Both Starlink Direct to Cell and AST SpaceMobile connect an ordinary phone to a satellite — but they are making very different bets on how. One started with messaging and a huge fleet of small satellites; the other is building a smaller fleet of enormous satellites aimed at full mobile broadband. Here is how they compare in 2026.
Two different approaches
Starlink Direct to Cell rides SpaceX’s advantage: launch cadence. With hundreds of small direct-to-cell satellites already in orbit, it went commercial first (messaging-led), and is expanding from texting into apps, data and — rolling out — voice. In the US it’s delivered as T-Mobile’s T-Satellite, with carrier partners in several other countries.
AST SpaceMobile bets on antenna size. Its BlueBird satellites carry some of the largest commercial arrays ever flown, designed to deliver genuine LTE/5G broadband — voice, data and video — straight to a normal phone. In the US it’s partnered with AT&T and Verizon, targeting intermittent nationwide service early in 2026 and scaling toward continuous coverage as the constellation grows.
How they stack up
- What you can do: Starlink/T-Satellite — texting, apps and growing data today; voice rolling out. AST — engineered for full LTE/5G broadband (higher peak speeds) as coverage fills in.
- Constellation: Starlink — many small satellites, more of them overhead more often. AST — fewer but very large satellites.
- Carriers (US): Starlink → T-Mobile (add-on for others). AST → AT&T and Verizon.

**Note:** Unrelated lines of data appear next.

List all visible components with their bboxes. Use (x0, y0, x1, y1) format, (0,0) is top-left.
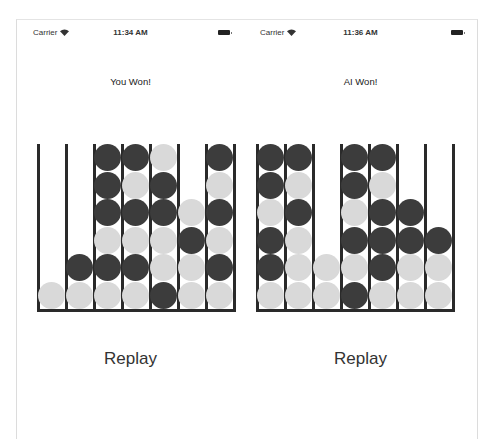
light-disc (150, 254, 177, 281)
light-disc (122, 172, 149, 199)
dark-disc (122, 254, 149, 281)
dark-disc (94, 144, 121, 171)
column-divider (368, 144, 371, 312)
dark-disc (150, 282, 177, 309)
light-disc (150, 144, 177, 171)
light-disc (313, 254, 340, 281)
column-divider (312, 144, 315, 312)
status-bar: Carrier 11:36 AM (244, 28, 477, 42)
column-divider (452, 144, 455, 312)
dark-disc (285, 199, 312, 226)
battery-icon (218, 30, 230, 35)
light-disc (397, 282, 424, 309)
dark-disc (369, 227, 396, 254)
column-divider (396, 144, 399, 312)
light-disc (206, 172, 233, 199)
dark-disc (341, 172, 368, 199)
dark-disc (150, 199, 177, 226)
dark-disc (66, 254, 93, 281)
column-divider (149, 144, 152, 312)
column-divider (93, 144, 96, 312)
light-disc (178, 282, 205, 309)
column-divider (340, 144, 343, 312)
light-disc (425, 254, 452, 281)
light-disc (122, 282, 149, 309)
dark-disc (369, 254, 396, 281)
dark-disc (257, 254, 284, 281)
dark-disc (206, 199, 233, 226)
column-divider (256, 144, 259, 312)
dark-disc (257, 172, 284, 199)
game-result-label: AI Won! (244, 76, 477, 87)
game-screen-ai-won: Carrier 11:36 AM AI Won! Replay (244, 19, 478, 439)
replay-button[interactable]: Replay (17, 348, 244, 370)
light-disc (257, 282, 284, 309)
dark-disc (94, 254, 121, 281)
dark-disc (341, 227, 368, 254)
dark-disc (122, 199, 149, 226)
light-disc (397, 254, 424, 281)
status-bar: Carrier 11:34 AM (17, 28, 244, 42)
light-disc (369, 282, 396, 309)
dark-disc (341, 282, 368, 309)
light-disc (38, 282, 65, 309)
board-floor (37, 309, 235, 312)
light-disc (206, 227, 233, 254)
game-screen-you-won: Carrier 11:34 AM You Won! Replay (16, 19, 244, 439)
dark-disc (94, 199, 121, 226)
light-disc (257, 199, 284, 226)
replay-button[interactable]: Replay (244, 348, 477, 370)
board-floor (256, 309, 454, 312)
dark-disc (397, 199, 424, 226)
battery-icon (451, 30, 463, 35)
light-disc (150, 227, 177, 254)
column-divider (284, 144, 287, 312)
column-divider (233, 144, 236, 312)
dark-disc (397, 227, 424, 254)
dark-disc (285, 144, 312, 171)
game-board[interactable] (37, 144, 233, 312)
dark-disc (122, 144, 149, 171)
light-disc (285, 282, 312, 309)
dark-disc (150, 172, 177, 199)
light-disc (178, 199, 205, 226)
dark-disc (178, 227, 205, 254)
dark-disc (425, 227, 452, 254)
dark-disc (257, 144, 284, 171)
light-disc (369, 172, 396, 199)
light-disc (285, 254, 312, 281)
light-disc (285, 172, 312, 199)
column-divider (121, 144, 124, 312)
light-disc (122, 227, 149, 254)
clock: 11:34 AM (17, 28, 244, 37)
light-disc (341, 254, 368, 281)
column-divider (37, 144, 40, 312)
dark-disc (206, 144, 233, 171)
dark-disc (341, 144, 368, 171)
dark-disc (94, 172, 121, 199)
light-disc (66, 282, 93, 309)
game-result-label: You Won! (17, 76, 244, 87)
light-disc (285, 227, 312, 254)
light-disc (206, 282, 233, 309)
dark-disc (369, 144, 396, 171)
column-divider (424, 144, 427, 312)
game-board[interactable] (256, 144, 452, 312)
clock: 11:36 AM (244, 28, 477, 37)
light-disc (94, 282, 121, 309)
column-divider (65, 144, 68, 312)
dark-disc (206, 254, 233, 281)
dark-disc (257, 227, 284, 254)
light-disc (313, 282, 340, 309)
light-disc (425, 282, 452, 309)
light-disc (178, 254, 205, 281)
dark-disc (369, 199, 396, 226)
light-disc (94, 227, 121, 254)
column-divider (177, 144, 180, 312)
light-disc (341, 199, 368, 226)
column-divider (205, 144, 208, 312)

- Status: Starlink/T-Satellite is commercially live and expanding; AST is moving from testing into early commercial service through 2026.
Which one matters for you
If you want texting and light data off-grid right now, the Starlink-based T-Satellite is the one that’s widely live. If you’re looking ahead to real broadband to a phone in remote areas, AST’s approach is the one to watch as it scales. For most people the honest answer is “whichever your carrier offers, wherever a satellite is overhead” — which is a per-location, per-moment question, not a brand loyalty one.
See both at your location
Rather than argue brands in the abstract, look at what’s actually overhead where you are. The coverage map shows live passes for direct-to-cell constellations, and tapping a spot returns a single connectivity reliability score that fuses mobile and satellite availability — so you can compare terrestrial coverage and each satellite option in one view. New to the topic? Start with what direct-to-cell satellite is.